Carl was wrong. He thought Simba was just a wild animal driven insane by poison. But he didn’t know that, during the nights of torture in the illegal farm ten years ago, Simba had imprinted the scent of his enemy into his bones.
When Carl threw the last poisoned meatball into Simba’s cage before the show to incite his rage, he accidentally awakened that memory. And when Simba stepped onto the stage, the pain from the torture didn’t make him lose his mind, but made him more focused than ever.
He didn’t see Mark – his foster father. He only saw his enemy. The one who caused this pain. The one sitting in the front row, exuding the scent of death.
And that jump wasn’t a loss of control. It was a jump of exacting punishment.
The police rushed in and handcuffed Carl Jenkins. He was dragged away to the boos and curses of the Texas crowd. The thin Kevlar armor inside his vest saved him from Simba’s claws, but not from a life sentence for animal cruelty and attempted murder (because if Simba had gone truly mad, he could have killed many others).
Mark knelt down on the dusty stage. Simba lay down beside him, breathing heavily, exhausted but at peace. His yellow eyes softened, and he nuzzled Mark’s calloused palm.

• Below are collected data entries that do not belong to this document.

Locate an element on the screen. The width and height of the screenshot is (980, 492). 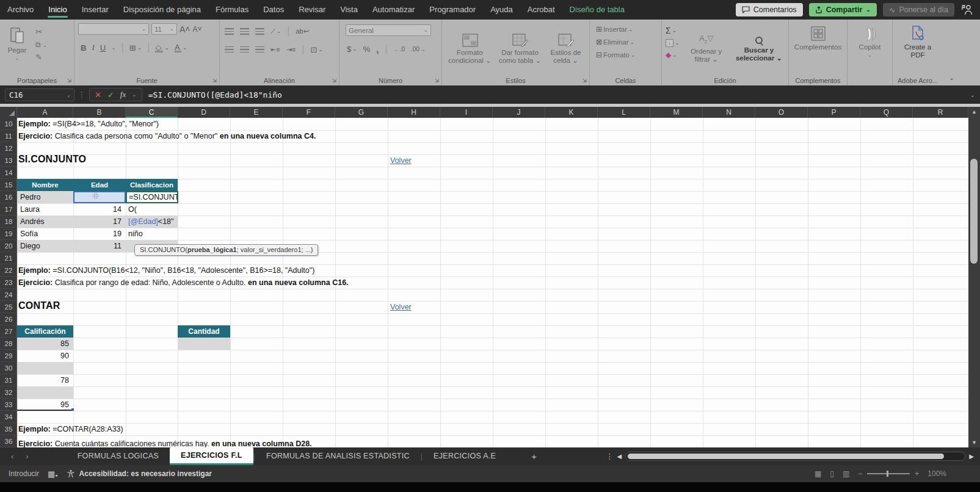
people-header-nombre: Nombre is located at coordinates (45, 185).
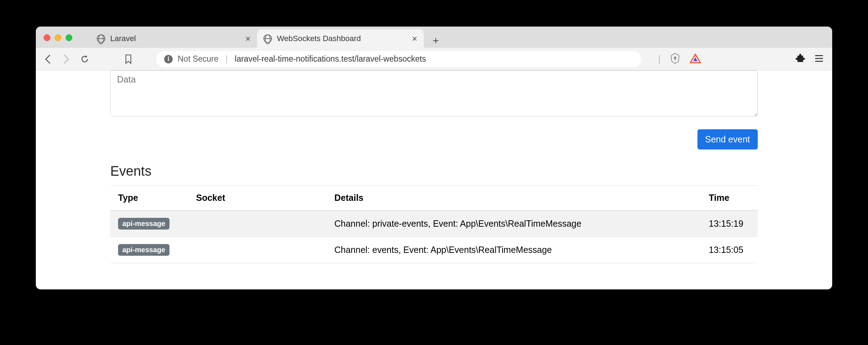 The width and height of the screenshot is (868, 345). I want to click on toolbar: i Not Secure | laravel-real-time-notific…, so click(434, 59).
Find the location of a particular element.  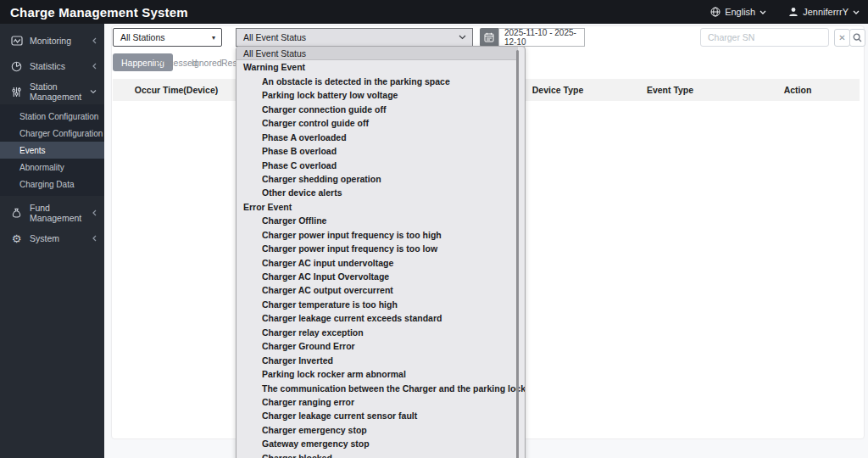

sidebar-item-monitoring: Monitoring is located at coordinates (53, 41).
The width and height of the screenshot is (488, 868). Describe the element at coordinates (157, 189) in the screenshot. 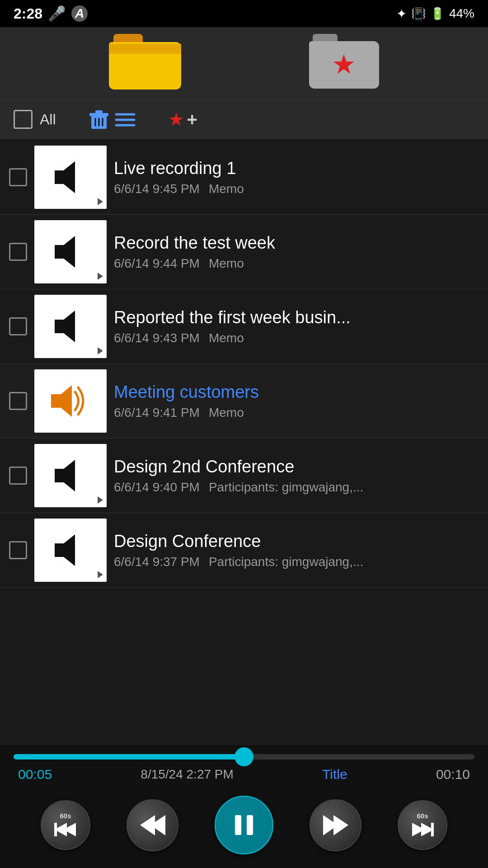

I see `item-date: 6/6/14 9:45 PM` at that location.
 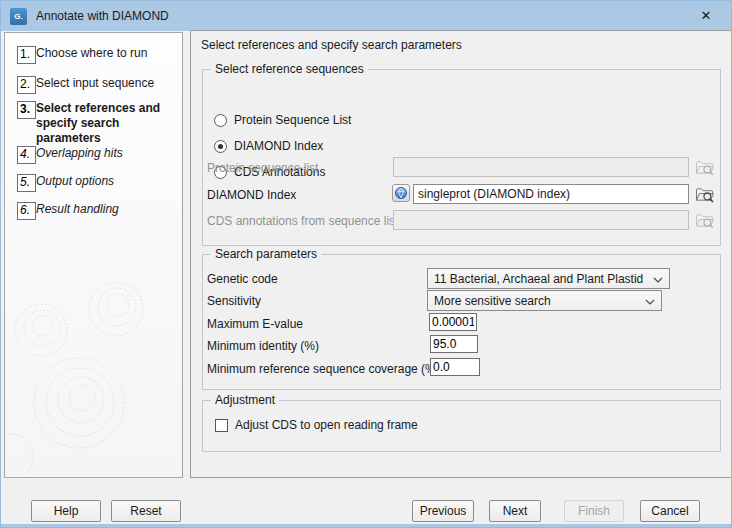 What do you see at coordinates (97, 211) in the screenshot?
I see `step-result-handling: 6. Result handling` at bounding box center [97, 211].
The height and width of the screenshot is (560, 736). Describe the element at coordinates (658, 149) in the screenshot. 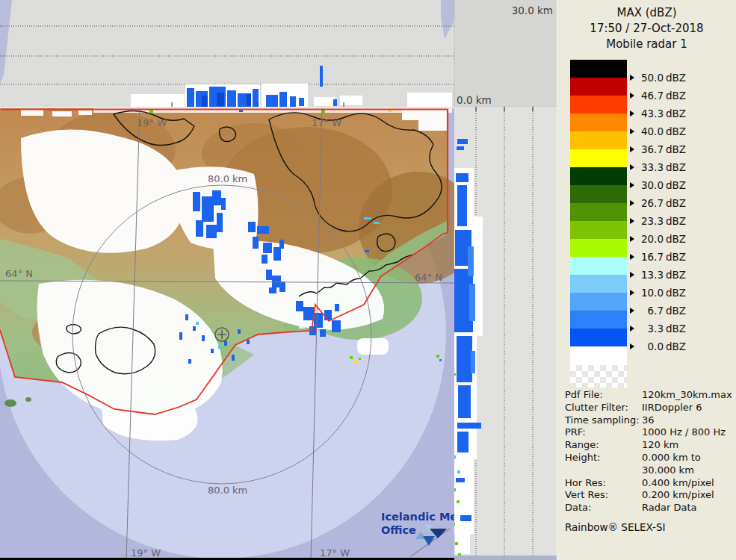

I see `colorbar-tick: 36.7dBZ` at that location.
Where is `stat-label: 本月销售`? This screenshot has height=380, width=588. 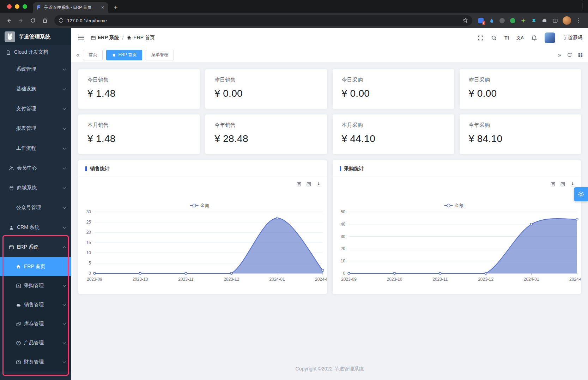 stat-label: 本月销售 is located at coordinates (139, 125).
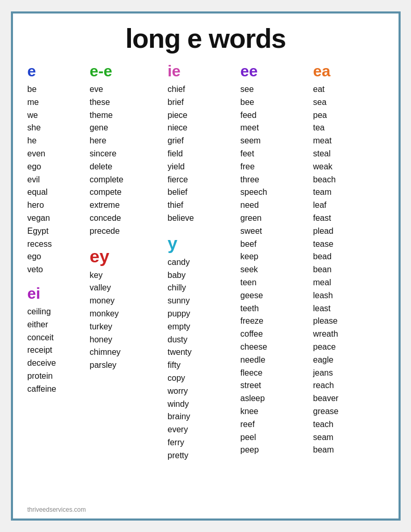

“Good job, son,” Mark whispered, tears streaming down his cheeks. “It’s over.”
The circus, after a few moments of terror, suddenly erupted in applause. Not for a circus act, but for a display of natural justice.
In a corner of the stands, a little boy pointed at Simba and said to his mother, “Mommy, that lion isn’t a monster. He’s a hero.”
And in the sweltering Texas heat, the legend of Simba – the lion who knows how to find evil – began to spread, saving the circus “The Dusty Star” from bankruptcy, because everyone wanted to see the “four-legged judge” in the flesh.